Health News of Friday, 7 March 2014

Source: GNA

MDGs cannot be achieved without mental health – Dr Osei

Dr Akwasi Osei, Acting Chief Executive Officer of the Mental Health Authority, has painted a gloomy picture of the achievement of the Millennium Development Goals (MDGs) in 2015, as the role of mental health has not been recognized.

He said mental health runs across all the MDGs, but it has not been mentioned in any of them, although the burden of the disease was rising and would continue to rise unless there was a serious intervention to address the situation.

Dr Osei expressed these concerns when he spoke on “the situation of mental health in Ghana and how the new mental health law responds to it,” at a workshop in Wa to expose key officers of the Ghana Health Service in the Upper West region to the Mental Health Act.

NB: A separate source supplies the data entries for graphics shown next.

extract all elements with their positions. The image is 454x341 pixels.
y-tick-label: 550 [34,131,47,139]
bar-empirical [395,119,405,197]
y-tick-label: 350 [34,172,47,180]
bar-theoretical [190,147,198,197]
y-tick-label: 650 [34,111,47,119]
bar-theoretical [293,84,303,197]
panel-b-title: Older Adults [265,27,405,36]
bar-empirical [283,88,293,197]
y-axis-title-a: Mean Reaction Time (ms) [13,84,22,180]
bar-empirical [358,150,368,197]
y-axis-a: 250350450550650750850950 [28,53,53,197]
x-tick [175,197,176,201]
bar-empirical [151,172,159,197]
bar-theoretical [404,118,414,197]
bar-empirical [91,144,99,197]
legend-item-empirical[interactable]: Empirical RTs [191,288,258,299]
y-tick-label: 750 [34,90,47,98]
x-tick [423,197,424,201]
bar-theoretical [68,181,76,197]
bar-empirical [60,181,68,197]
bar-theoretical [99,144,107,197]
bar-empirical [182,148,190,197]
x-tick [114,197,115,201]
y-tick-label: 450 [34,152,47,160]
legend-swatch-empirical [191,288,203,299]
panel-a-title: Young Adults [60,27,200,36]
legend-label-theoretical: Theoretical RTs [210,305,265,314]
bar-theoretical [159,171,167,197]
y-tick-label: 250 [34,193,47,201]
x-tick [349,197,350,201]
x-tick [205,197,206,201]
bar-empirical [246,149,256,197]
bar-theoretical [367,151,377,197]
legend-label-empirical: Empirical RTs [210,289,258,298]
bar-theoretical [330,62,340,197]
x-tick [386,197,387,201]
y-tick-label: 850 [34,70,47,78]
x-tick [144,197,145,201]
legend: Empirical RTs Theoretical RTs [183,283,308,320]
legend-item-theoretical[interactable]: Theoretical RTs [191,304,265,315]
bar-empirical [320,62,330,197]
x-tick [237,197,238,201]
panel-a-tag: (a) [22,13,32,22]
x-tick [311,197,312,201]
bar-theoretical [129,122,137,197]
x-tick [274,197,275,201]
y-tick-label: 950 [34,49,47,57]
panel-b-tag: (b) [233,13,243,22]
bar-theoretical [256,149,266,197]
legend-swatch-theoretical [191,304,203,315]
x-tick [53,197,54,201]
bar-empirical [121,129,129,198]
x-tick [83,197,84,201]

The day's workshop was organized by Basic Needs- Ghana, in conjunction with its implementing partner, Centre for People’s Empowerment and Rights Initiative (CPRI) and sponsored by DFID.

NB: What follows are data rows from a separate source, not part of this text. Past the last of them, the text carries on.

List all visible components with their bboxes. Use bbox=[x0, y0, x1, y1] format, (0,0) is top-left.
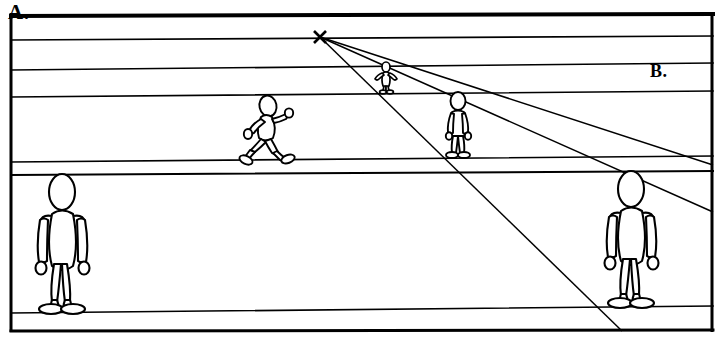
line-1-top-thick bbox=[11, 14, 713, 16]
figure-leg-left bbox=[452, 136, 458, 153]
figure-foot-left bbox=[39, 304, 63, 314]
figure-foot-left bbox=[446, 152, 458, 158]
figure-arm-right bbox=[77, 219, 87, 263]
figure-foot-right bbox=[61, 304, 85, 314]
figure-head bbox=[382, 62, 390, 72]
figure-head bbox=[49, 174, 75, 210]
figure-foot-right bbox=[630, 298, 654, 308]
line-8-bottom-thick bbox=[11, 330, 713, 331]
figure-hand-left bbox=[446, 132, 452, 140]
figure-arm-right bbox=[646, 216, 656, 258]
figure-leg-right bbox=[631, 259, 639, 296]
figure-arm-left bbox=[38, 219, 48, 263]
figure-torso bbox=[49, 211, 76, 271]
figure-torso bbox=[618, 208, 645, 266]
panel-label-a: A. bbox=[8, 0, 29, 25]
figure-head bbox=[618, 171, 644, 207]
figure-leg-right bbox=[458, 136, 464, 153]
figure-hand-right bbox=[465, 132, 471, 140]
figure-hand-left bbox=[605, 257, 616, 270]
figure-hand-back bbox=[244, 129, 252, 139]
figure-head bbox=[451, 92, 466, 110]
figure-foot-right bbox=[458, 152, 470, 158]
panel-label-b: B. bbox=[650, 61, 668, 82]
figure-hand-right bbox=[79, 262, 90, 275]
figure-hand-left bbox=[36, 262, 47, 275]
figure-hand-front bbox=[285, 108, 293, 117]
figure-foot-right bbox=[387, 90, 394, 94]
perspective-diagram-canvas bbox=[0, 0, 723, 337]
figure-hand-right bbox=[648, 257, 659, 270]
figure-arm-left bbox=[607, 216, 617, 258]
figure-foot-left bbox=[608, 298, 632, 308]
diagram-svg bbox=[0, 0, 723, 337]
figure-foot-left bbox=[380, 90, 387, 94]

The Mental Health Expert said mental depression contributed to about 14 per cent of all diseases while 75 per cent of all mental disorders in the country were adolescents.

He disclosed further that a study undertaken by the Yale University in USA and the University of Ghana among 10,000 people in Ghana in 2009 revealed that 45 per cent of all Ghanaians were living under distress.

Dr Osei described mental health as a “silent crisis,” adding that because mental illness does not kill its patients, policymakers pay little attention to it.

He said the mental health law seeks to among others, address the numerous challenges confronting mental health care in the country, decentralize mental health care services and criminalize all barbaric acts meted out to persons with mental challenges.

Dr Ephraim Avea Nsor, the Upper West Regional Minister, urged all stakeholders to use the mental health law to galvanize support to fight discrimination and all forms of stigma associated with mental health care in the country.

“Mentally challenged persons are often forgotten and left at the fringes of society. We are all in one way or the other suffering from one form of mental problem,” he said

He called for a new perspective on how to deal with the illness by showing more human feeling towards mental patients, instead of relating them to witchcraft or regarding them as being attacked by spirits and, therefore, did not deserve respect.

Mr. Fred Nantogma, Knowledge and Communications Officer of Basic Needs-Ghana, called on the general public to support in efforts to eliminate the practice of chaining, putting legs of some mental patients into logs and other forms of abuse of their rights.

He said 25,000 people directly and indirectly benefited from his organization’s mental health programme in 2013 and that plans were far advanced to pilot a mental health programme in every district.